On Thu, 16 Mar 2006, Danny Angus wrote:
Henri Yandell <[EMAIL PROTECTED]> wrote on 16/03/2006 08:14:08:
My proposal is that we create a file in SVN in which PMC members can list
themselves as being active. After 1 month, failure to appear in that list
will result in removal from the PMC. If it goes well we could consider
doing it periodically, or just when it feels like the numbers are getting
out of sync again.
My thought is this...
1/ we have a process for decision making - email votes.
1a/ we don't have a process for managing your file, and anyway it would
still require mail to be involved.
Poorly explained by me. The file would be deleted once it had served its
purpose. An alternative is a mail thread to which everyone must answer to
remain on the PMC - however a file in SVN is a lot simpler to keep track
of.
2/ we should use what works
3/ we know we're lazy so lets factor that in.
Yep. All process should be the minimum necessary to get the job done and
allow us all to get back to the real task of development.
What I think might be a better solution would be that we periodically vote
to de-select named pmc members.
The votes are tallied per lazy-consensus.
Doesn't fit with the lazyness bit though. Up to 50% of the PMC are not
active committers to Jakarta. That's a lot of voting, even with lazy
consensus.
Scenarios are...
Danny proposes to de-select Robert (just an example mate, I'd never do
that:-).
a)No votes cast. Robert goes.
b)Some people vote +1 but Robert votes -1. He gets to stay.
Nope, he gets to leave. A -1 from the person involved would quite simply
be a resignation, which can happen at any time.
c)Robert doesn't vote but someone else knows why he's temporarily unable to
contribute so votes -1, He stays.
Pros are:
This is safe from the POV that it doesn't strip people of PMC membership
unless no-one cares enough to do anything.
It's not as if it's hard to get back on if anyone cares to rejoin.
It achieves its goal with minimum effort on the part of the active PMC
members.
The mail thread recording the decision is archived in the same place and
the same manner as all the other decisions we take.
That's a good one. We can record the results of the svn file in an email
too.
The process which resulted in their election to the PMC is (more or less)
followed in reverse.
Symmetry is nice - but whether someone stays on the PMC or not should
really be up to just themselves - +1 means stay, -1 means go, no reply
means go after a suitable period of time.
Cons are:
It's a lot of mail. Lot of work to collate that.
It is open to abuse, there is no restriction on the people who can be
proposed or the frequency that votes can be called. This would be mitigated
by the fact that many of us are not as daft as we look.
It's legitimacy could be challenged unless it was documented somewhere.
Nah, we're into a realm where legitimacy is defined by whatever we decide
to do. Technically our charter says we need a 75% of the PMC vote to
remove someone - we're not going to get that and it's not a rule that
scopes.
We probably should just drop that from the charter - it's unnecessary
bureaucracy. Or change it to something simpler. One question is whether
we'd want to do that first - before removing the inactive PMC members from
the PMC.
Then again if someone was especially belligerent they could challenge
anything I suppose, and I guess that the issue could be escalated to the
board.
Well, first it'd escalate to the chair. A chair should be able to sort
such things out without it becoming a board issue.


## What needs to be done
Every single entry below should be reproduced verbatim.

## Dataset entries
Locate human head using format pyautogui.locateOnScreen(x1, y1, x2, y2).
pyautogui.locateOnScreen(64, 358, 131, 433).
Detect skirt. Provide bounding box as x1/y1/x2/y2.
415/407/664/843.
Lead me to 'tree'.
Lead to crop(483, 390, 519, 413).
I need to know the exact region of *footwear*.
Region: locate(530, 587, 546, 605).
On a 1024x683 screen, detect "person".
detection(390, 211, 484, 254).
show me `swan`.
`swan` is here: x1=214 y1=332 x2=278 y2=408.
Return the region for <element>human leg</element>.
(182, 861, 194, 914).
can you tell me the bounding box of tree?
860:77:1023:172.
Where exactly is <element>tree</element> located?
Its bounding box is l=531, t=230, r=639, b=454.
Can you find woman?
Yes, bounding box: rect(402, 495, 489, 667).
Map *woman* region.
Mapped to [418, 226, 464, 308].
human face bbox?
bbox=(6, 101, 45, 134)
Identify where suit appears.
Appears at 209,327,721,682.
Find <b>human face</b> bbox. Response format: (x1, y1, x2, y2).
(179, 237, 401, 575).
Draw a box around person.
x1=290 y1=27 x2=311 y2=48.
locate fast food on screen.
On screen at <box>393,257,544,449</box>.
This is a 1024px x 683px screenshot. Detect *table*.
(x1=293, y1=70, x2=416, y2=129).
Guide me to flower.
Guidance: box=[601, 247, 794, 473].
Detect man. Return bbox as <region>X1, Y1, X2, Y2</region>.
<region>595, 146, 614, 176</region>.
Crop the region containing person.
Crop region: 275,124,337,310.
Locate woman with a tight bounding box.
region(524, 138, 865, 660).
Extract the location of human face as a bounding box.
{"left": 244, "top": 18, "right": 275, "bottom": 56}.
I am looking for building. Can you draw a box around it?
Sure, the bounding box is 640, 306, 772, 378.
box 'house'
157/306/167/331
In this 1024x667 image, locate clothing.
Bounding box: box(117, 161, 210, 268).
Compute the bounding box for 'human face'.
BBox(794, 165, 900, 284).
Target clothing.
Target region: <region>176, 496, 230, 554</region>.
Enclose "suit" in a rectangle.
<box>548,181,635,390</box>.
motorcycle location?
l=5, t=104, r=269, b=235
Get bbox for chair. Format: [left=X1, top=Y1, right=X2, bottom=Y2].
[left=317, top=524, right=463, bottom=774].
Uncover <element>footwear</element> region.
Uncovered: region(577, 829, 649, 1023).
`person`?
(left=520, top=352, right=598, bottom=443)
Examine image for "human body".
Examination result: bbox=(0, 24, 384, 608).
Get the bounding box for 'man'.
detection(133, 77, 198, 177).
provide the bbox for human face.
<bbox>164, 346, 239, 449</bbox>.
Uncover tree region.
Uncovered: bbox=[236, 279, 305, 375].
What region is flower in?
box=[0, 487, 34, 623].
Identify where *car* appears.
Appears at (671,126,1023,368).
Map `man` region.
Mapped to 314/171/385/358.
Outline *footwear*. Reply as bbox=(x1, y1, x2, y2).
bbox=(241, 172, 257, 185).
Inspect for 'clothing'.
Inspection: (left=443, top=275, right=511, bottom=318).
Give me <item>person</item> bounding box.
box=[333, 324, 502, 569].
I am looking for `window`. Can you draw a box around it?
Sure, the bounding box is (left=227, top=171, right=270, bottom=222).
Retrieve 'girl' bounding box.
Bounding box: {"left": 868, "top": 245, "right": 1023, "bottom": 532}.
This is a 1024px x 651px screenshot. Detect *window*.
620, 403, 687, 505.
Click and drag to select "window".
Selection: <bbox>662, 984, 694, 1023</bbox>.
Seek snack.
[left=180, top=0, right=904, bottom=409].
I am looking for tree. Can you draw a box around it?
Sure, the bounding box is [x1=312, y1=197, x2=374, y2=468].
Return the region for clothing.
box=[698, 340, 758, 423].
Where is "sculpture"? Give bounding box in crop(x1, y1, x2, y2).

## Answer space
Locate human head using format pyautogui.locateOnScreen(x1, y1, x2, y2).
pyautogui.locateOnScreen(64, 358, 131, 433).
Detect skirt. Provide bounding box as x1/y1/x2/y2.
415/407/664/843.
Lead me to 'tree'.
Lead to crop(483, 390, 519, 413).
I need to know the exact region of *footwear*.
Region: locate(530, 587, 546, 605).
On a 1024x683 screen, detect "person".
detection(390, 211, 484, 254).
show me `swan`.
`swan` is here: x1=214 y1=332 x2=278 y2=408.
Return the region for <element>human leg</element>.
(182, 861, 194, 914).
can you tell me the bounding box of tree?
860:77:1023:172.
Where exactly is <element>tree</element> located?
Its bounding box is l=531, t=230, r=639, b=454.
Can you find woman?
Yes, bounding box: rect(402, 495, 489, 667).
Map *woman* region.
Mapped to [418, 226, 464, 308].
human face bbox?
bbox=(6, 101, 45, 134)
Identify where suit appears.
Appears at 209,327,721,682.
Find <b>human face</b> bbox. Response format: (x1, y1, x2, y2).
(179, 237, 401, 575).
Draw a box around person.
x1=290 y1=27 x2=311 y2=48.
locate fast food on screen.
On screen at <box>393,257,544,449</box>.
This is a 1024px x 683px screenshot. Detect *table*.
(x1=293, y1=70, x2=416, y2=129).
Guide me to flower.
Guidance: box=[601, 247, 794, 473].
Detect man. Return bbox as <region>X1, Y1, X2, Y2</region>.
<region>595, 146, 614, 176</region>.
Crop the region containing person.
Crop region: 275,124,337,310.
Locate woman with a tight bounding box.
region(524, 138, 865, 660).
Extract the location of human face as a bounding box.
{"left": 244, "top": 18, "right": 275, "bottom": 56}.
I am looking for building. Can you draw a box around it?
Sure, the bounding box is 640, 306, 772, 378.
box 'house'
157/306/167/331
In this 1024x667 image, locate clothing.
Bounding box: box(117, 161, 210, 268).
Compute the bounding box for 'human face'.
BBox(794, 165, 900, 284).
Target clothing.
Target region: <region>176, 496, 230, 554</region>.
Enclose "suit" in a rectangle.
<box>548,181,635,390</box>.
motorcycle location?
l=5, t=104, r=269, b=235
Get bbox for chair. Format: [left=X1, top=Y1, right=X2, bottom=Y2].
[left=317, top=524, right=463, bottom=774].
Uncover <element>footwear</element> region.
Uncovered: region(577, 829, 649, 1023).
`person`?
(left=520, top=352, right=598, bottom=443)
Examine image for "human body".
Examination result: bbox=(0, 24, 384, 608).
Get the bounding box for 'man'.
detection(133, 77, 198, 177).
provide the bbox for human face.
<bbox>164, 346, 239, 449</bbox>.
Uncover tree region.
Uncovered: bbox=[236, 279, 305, 375].
What region is flower in?
box=[0, 487, 34, 623].
Identify where *car* appears.
Appears at (671,126,1023,368).
Map `man` region.
Mapped to 314/171/385/358.
Outline *footwear*. Reply as bbox=(x1, y1, x2, y2).
bbox=(241, 172, 257, 185).
Inspect for 'clothing'.
Inspection: (left=443, top=275, right=511, bottom=318).
Give me <item>person</item> bounding box.
box=[333, 324, 502, 569].
I am looking for `window`. Can you draw a box around it?
Sure, the bounding box is (left=227, top=171, right=270, bottom=222).
Retrieve 'girl' bounding box.
Bounding box: {"left": 868, "top": 245, "right": 1023, "bottom": 532}.
This is a 1024px x 651px screenshot. Detect *window*.
620, 403, 687, 505.
Click and drag to select "window".
Selection: <bbox>662, 984, 694, 1023</bbox>.
Seek snack.
[left=180, top=0, right=904, bottom=409].
I am looking for tree. Can you draw a box around it?
Sure, the bounding box is [x1=312, y1=197, x2=374, y2=468].
Return the region for clothing.
box=[698, 340, 758, 423].
Where is "sculpture"? Give bounding box in crop(x1, y1, x2, y2).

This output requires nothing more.